The effect of this one is similar, though through a different mechanism. The infection prevents contact with Microsoft.com or any antivirus or antimalware site that I’ve tried so far. It doesn’t touch the hosts file and removing same doesn’t help. Flushing the DNS cache doesn’t help. Neither does changing DNS servers. Nothing seems to detect or fix the malware.
The point of general interest is that many security applications insist on phoning home before they do anything else. Many of the antivirus downloads are just installers. They will try to download the rest of the application from their home web sites before they do anything else, and if they can’t make contact, they stop dead.
AVG and Avast! are both guilty of this. Malwarebytes’ Anti-Malware can’t update itself, and the “manual” downloaded data update uses a database in a different and incompatible format. You need the program update, not just the data update. MBAM gives a really lousy error message:
732(12007,0)
Hey, how helpful is THAT? And their forum treats this as the user’s fault, fiddling with a couple of useless settings that aren’t going to do anything.
I have access to a separate computer so have worked around this, but tye typical user, who probably does not, is just out of luck.
It’s a good attack, if that word can be applied. Most of the non-pirated antivirus software that isn’t purchased on physical disk, is going to be vulnerable. The software that IS on disk is vulnerable to the extent that it doesn’t include an update late enough to deal with this thing.

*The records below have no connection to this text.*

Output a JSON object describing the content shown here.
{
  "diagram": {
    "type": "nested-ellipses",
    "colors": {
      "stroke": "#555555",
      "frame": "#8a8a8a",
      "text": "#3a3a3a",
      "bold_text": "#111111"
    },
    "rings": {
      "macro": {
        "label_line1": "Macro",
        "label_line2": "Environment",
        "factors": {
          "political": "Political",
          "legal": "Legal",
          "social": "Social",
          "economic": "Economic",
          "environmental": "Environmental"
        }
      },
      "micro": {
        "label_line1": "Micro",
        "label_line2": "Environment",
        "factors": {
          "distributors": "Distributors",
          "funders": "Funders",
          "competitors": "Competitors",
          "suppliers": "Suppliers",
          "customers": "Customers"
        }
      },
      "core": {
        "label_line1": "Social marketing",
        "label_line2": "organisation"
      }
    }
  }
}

The security software can’t update itself, many can’t even install themselves, since all access to the home site is blocked. This needs to be a new consideration when evaluating security software, because it’s a huge vulnerability for most people. Every suite or application that you can get from (e.g.) download.com, but which relies on contacting a blocked server back home to complete the installation is now useless.

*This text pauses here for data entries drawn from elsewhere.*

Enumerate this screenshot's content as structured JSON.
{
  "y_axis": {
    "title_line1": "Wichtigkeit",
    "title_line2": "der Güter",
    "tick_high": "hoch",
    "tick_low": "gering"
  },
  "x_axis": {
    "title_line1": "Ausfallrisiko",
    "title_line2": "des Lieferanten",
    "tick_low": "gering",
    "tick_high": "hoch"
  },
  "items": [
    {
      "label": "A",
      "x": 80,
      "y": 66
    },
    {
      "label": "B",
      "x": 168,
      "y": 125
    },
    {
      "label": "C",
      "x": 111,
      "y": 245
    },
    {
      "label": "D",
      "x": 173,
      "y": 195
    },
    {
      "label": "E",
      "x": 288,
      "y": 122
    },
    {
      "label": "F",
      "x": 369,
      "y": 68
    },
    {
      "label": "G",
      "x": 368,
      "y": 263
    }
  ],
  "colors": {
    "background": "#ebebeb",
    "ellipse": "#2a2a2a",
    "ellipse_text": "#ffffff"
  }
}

I could also use any ideas anyone might have about digging it out. MBAM, SuperAntiSpyware, NOD32, windows Defender. UnHackMe including Partizan rootkit, SpywareDoctor, SpywareHunter, AdAware, Spybot S&D, and reinstalling Windows (XP SP3) have all failed to cure this problem. Firefox and IE are both affected equally.
I can ping and nslookup the sites that are blocked. For www.avg.com I resolve to an address of 77.67.44.203 which is the same IP I get on the working machine. Trying to browse to that address gives me, “Firefox can’t find the server at www.avg.com”.
I can get to a stripped version (no graphics) of the site by adding a hosts record manually.
If anybody’s heard of this or has some ideas I’d like to hear from you. Meanwhile, think about what security software you’ve been recommending to others, and whether it’s vulnerable like this.